3. Offer proactive customer self-service support
You can’t be there for any customer around the globe, but you can add an in-app help center to give customers access to the knowledge base, tutorials, videos, and support tickets without leaving the product.
However, how is self-service support considered a tech-touch strategy if you show the same information to all users?
It’s not. It only becomes a tech-touch strategy when you trigger personalized resources based on the user’s segment and other conditions, just like this:
This is what proactive support is, and the goal is to ensure that the user has access to the information it needs without browsing through a flooded help center.
4. Drive repeated value to existing customers
A powerful advantage of the tech-touch model is that it can educate users at a granular level.
So instead of showing tedious product tours that the user will probably skip, you can continuously present one feature at a time when the user needs it.
For example, this feature adoption checklist guides the user to add partners for collaboration:
But, this feature is only relevant for users who are already activated, so it makes sense to use it on a corresponding user segment (those who can find this feature useful plus are already activated).
Plus, it becomes part of a larger flow of small UI patterns that lead the customer to success.
5. Keep customers in the loop with release notes and feature announcements
Constant communication is required to keep customers engaged.
But, you don’t want to annoy users with a large modal when a small tooltip would do the job.
That’s why a tech-touch model should communicate with the user in a less disrupting way.
For example, big release notes and major feature announcements are best communicated with a modal to ensure that most customers are aware of impactful changes.
Then, once the users have either engage or dismiss it, use different flows like tooltips or driven actions to point out changes.
But when it comes to optional functionalities or minor improvements, the user is better off with little hints and banners in the UI.
Think of how Slack uses tooltips to show new features without invading the whole screen:
6. Re-engage inactive customers and reduce churn
Sometimes users become inactive for unknown reasons, which makes in-app messaging less helpful.
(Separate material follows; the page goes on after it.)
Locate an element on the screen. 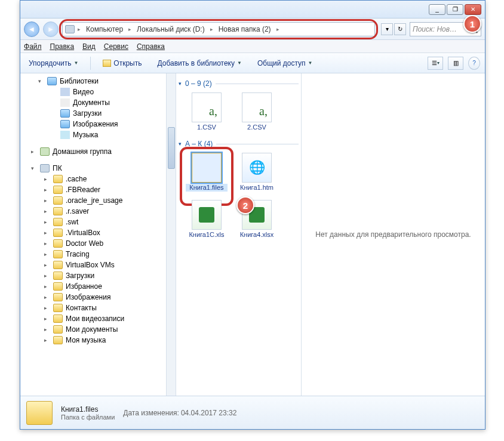 This screenshot has height=441, width=504. open-button: Открыть is located at coordinates (122, 63).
For this reason, tech-touch models communicate with customers on any channel—especially when they’re not active.
However (for SaaS products), an inactive user isn’t simply someone who hasn’t logged in for a week. There must be multiple elements there.
You can also categorize a user as “inactive” when they don’t use the key features of your product (E.G., navigating through a social media scheduling app and not scheduling any content).
So, it’s better to identify inactive users by tracking product usage rather than general in-app “activity” disguised as “wandering around.”
Once you can identify inactive users automatically, you can send re-engagement email campaigns to reduce churn rates, such as:
- Reminding users to follow an onboarding step they missed.
- Triggering urgency with limited offers.
- Asking for feedback from unhappy users.
- Presenting a missing feature that’s now available (and is relevant for their use case).
- Sharing content that could motivate them to use the product again.
For example, check this win-back email from Eversign. Notice that it encourages the reader to visit the help center in case it went inactive due to basic support issues.
Conclusion
Tech-touch customer success is a lever for SaaS growth.
For any B2B software, you can use this model to engage customers throughout their journey and scale your business with less operating costs.
But, the only way to implement these tech-touch strategies without hard coding is with a user engagement tool like Userpilot.
So if you want to build UI patterns and send regular NPS surveys in a breeze, get a Userpilot demo and see how you can engage your new customers.